Symptoms of Nature Deficit Disorder for an individual can include:
     - Sensory Anesthesia
     - Directed Attention Fatigue
     - Anxiety
     - Poor Impulse Control and Emotional Regulation

 Moving past the impact on the individual, Nature Deficit Disorder further creates a divide in mindset between the actions of the individual and the environmental impact on the health of the planet.   Establishing a sense of investment and care in something that is viewed from afar is quite difficult.  In the same way that one cannot expect a person who has never studied economics to develop an emotional connection with investment banking, environmental health is similar.  A pile of textbooks using terms like “greenhouse gas emissions”, “climate change”, and “deforestation” is not likely to inspire action for stewardship of the planet in a way that engaging with the changing landscape of a sentimental place in nature will.

  Imagine being a child who regularly goes to a nearby park.  It is inevitable that after continued time in this park, that space will trigger a flood of wonderful memories and images of beloved experiences.  Now, suddenly imagine this sacred space filled with pieces of litter or perhaps a new construction on the premises.
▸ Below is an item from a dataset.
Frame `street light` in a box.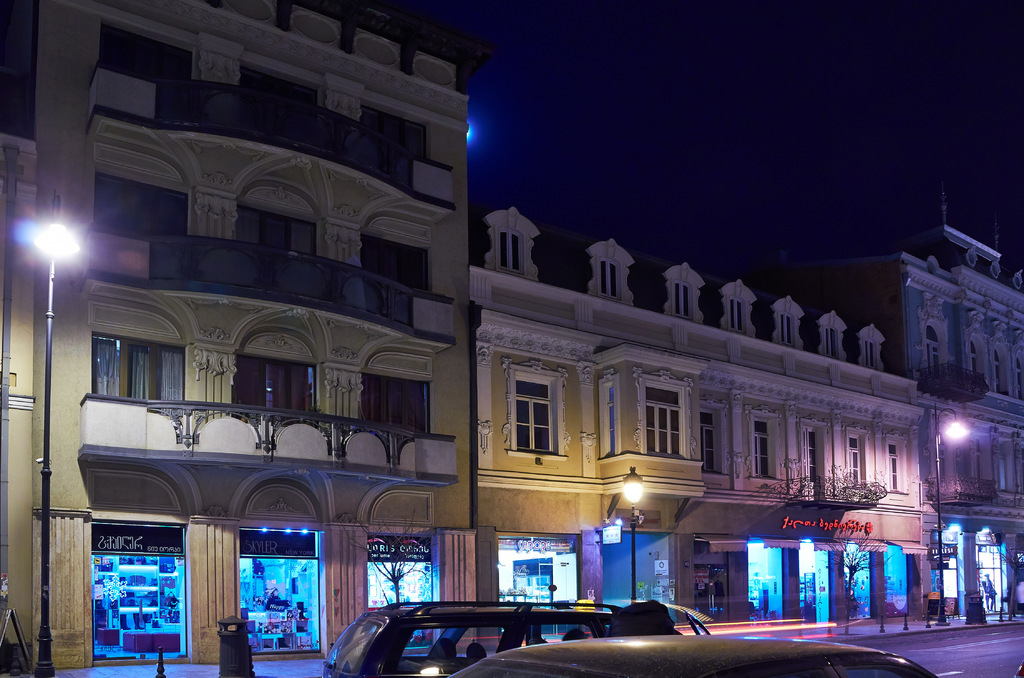
(left=614, top=456, right=651, bottom=604).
Something deep inside the mind or the heart will take notice of the differences and begin to ask “why”. This kind of questioning is the pathway by which environmental degradation ceases to be seen as a problem that happens in a distant “over there”, but then becomes something to which everyone can have a tangible and thoughtful relationship.

 Since the beginning of 2020, preventing symptoms of Nature Deficit Disorder has become difficult and quite frankly, probably the least of anyone’s worries amid a pandemic that has left us in a whirlwind of news updates and Greek letters.  If no other benefit can be found from the past two and a half years of chaos, let us hope that we have come to better cherish natural spaces and understand the reality that they are not a guaranteed privilege we may always access.  As our summer unfolds, Shanghai people: I urge you to go out and take the time for mindful exploration without a deadline, for child-like fun frolicking among plants, and for moments of embrace with the sensations that can only be felt outside of walls.  You have earned this reward, and it is one from which the learning and the impact benefit our collective future as residents of Earth.